To a Poet in the Mediterranean
Master who knowest song, the spell of mystical rhythm,
The lure of the cry of the soul, the beat of her mounting wings,
Lover of poets, and lover of youth, and lover of freedom,
Lift for us over the sea the song that no one sings!
Who hath sung of the hour that stalks the land like a phantom,
The fear that starts at its shadow, and turns on itself, and is dumb?
And the land that outbraves her fate with indestructible beauty—
When will the singer to praise her, lover and poet come?
Mediterranean wanderer, haunting the shrines of the poets,
Surges and strains no homeward prayer in thy heart for the free—
There where earth and ocean plead for the freedom-lovers,
Torrent and crag for Byron, for Shelley the stars and the sea?
Never so far they wandered, never so drear their exile
But their hearts still beat in England, and still her need was near;
How they would bid thee, poet, harken thy country's anguish,
If thou so far canst hear it, or carest at all to hear!
What Vergilian odors of earth, what silvery-fountained
Garden that lulled Catullus's heart-ache draws thee now,
Where olive and ilex bear their freight of a poet's blossoms—
Breath and blood of the Muses in the scent and sap of the bough?
Would thou wert here, my poet, where rioting orchards take us,
Meadowy dreams waylay us that lurk in the mothering loam,
And over the hillroads set with whitening shoals of laurel,
Clear as the heaven of Italy, the Northern skies of home!
Comrades that walk beside me have left their hearts behind them
In the long Virginia valley, on the Carolina hill;
Love, to the last horizon, beggarly pleads to be uttered,
And thou, the voice God gave us, art wandering, wandering still!
Thou hast the shrines of silence, the ghosts that cannot answer,
The paths that would not miss thee, though one less pilgrim came;
Here are the passion, the hope of the song that craves the singer,
And the hearts that are waiting, waiting to love him into fame.
The lure of the cry of the soul, the beat of her mounting wings,
Lover of poets, and lover of youth, and lover of freedom,
Lift for us over the sea the song that no one sings!
Who hath sung of the hour that stalks the land like a phantom,
The fear that starts at its shadow, and turns on itself, and is dumb?
And the land that outbraves her fate with indestructible beauty—
When will the singer to praise her, lover and poet come?
Mediterranean wanderer, haunting the shrines of the poets,
Surges and strains no homeward prayer in thy heart for the free—
There where earth and ocean plead for the freedom-lovers,
Torrent and crag for Byron, for Shelley the stars and the sea?
Never so far they wandered, never so drear their exile
But their hearts still beat in England, and still her need was near;
How they would bid thee, poet, harken thy country's anguish,
If thou so far canst hear it, or carest at all to hear!
What Vergilian odors of earth, what silvery-fountained
Garden that lulled Catullus's heart-ache draws thee now,
Where olive and ilex bear their freight of a poet's blossoms—
Breath and blood of the Muses in the scent and sap of the bough?
Would thou wert here, my poet, where rioting orchards take us,
Meadowy dreams waylay us that lurk in the mothering loam,
And over the hillroads set with whitening shoals of laurel,
Clear as the heaven of Italy, the Northern skies of home!
Comrades that walk beside me have left their hearts behind them
In the long Virginia valley, on the Carolina hill;
Love, to the last horizon, beggarly pleads to be uttered,
And thou, the voice God gave us, art wandering, wandering still!
Thou hast the shrines of silence, the ghosts that cannot answer,
The paths that would not miss thee, though one less pilgrim came;
Here are the passion, the hope of the song that craves the singer,
And the hearts that are waiting, waiting to love him into fame.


● YOUR GOAL
Write out all records as given; omit images.

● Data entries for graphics
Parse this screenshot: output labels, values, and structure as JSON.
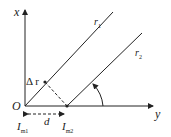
{
  "labels": {
    "x_axis": "x",
    "y_axis": "y",
    "origin": "O",
    "r1": "r",
    "r1_sub": "1",
    "r2": "r",
    "r2_sub": "2",
    "delta_r": "Δ r",
    "d": "d",
    "im1": "I",
    "im1_sub": "m1",
    "im2": "I",
    "im2_sub": "m2"
  },
  "colors": {
    "line": "#222222"
  }
}
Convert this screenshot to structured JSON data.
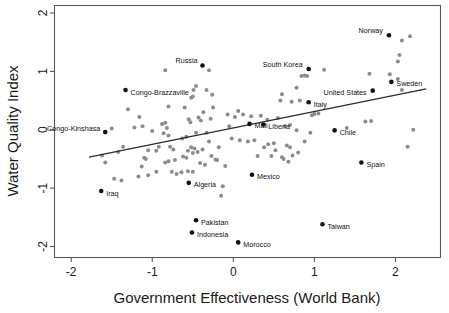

● PROBLEM SOLUTION
Parse this screenshot: output labels, values, and structure as JSON.
{
  "labels": {
    "x_axis": "x",
    "y_axis": "y",
    "origin": "O",
    "r1": "r",
    "r1_sub": "1",
    "r2": "r",
    "r2_sub": "2",
    "delta_r": "Δ r",
    "d": "d",
    "im1": "I",
    "im1_sub": "m1",
    "im2": "I",
    "im2_sub": "m2"
  },
  "colors": {
    "line": "#222222"
  }
}
Convert this screenshot to structured JSON data.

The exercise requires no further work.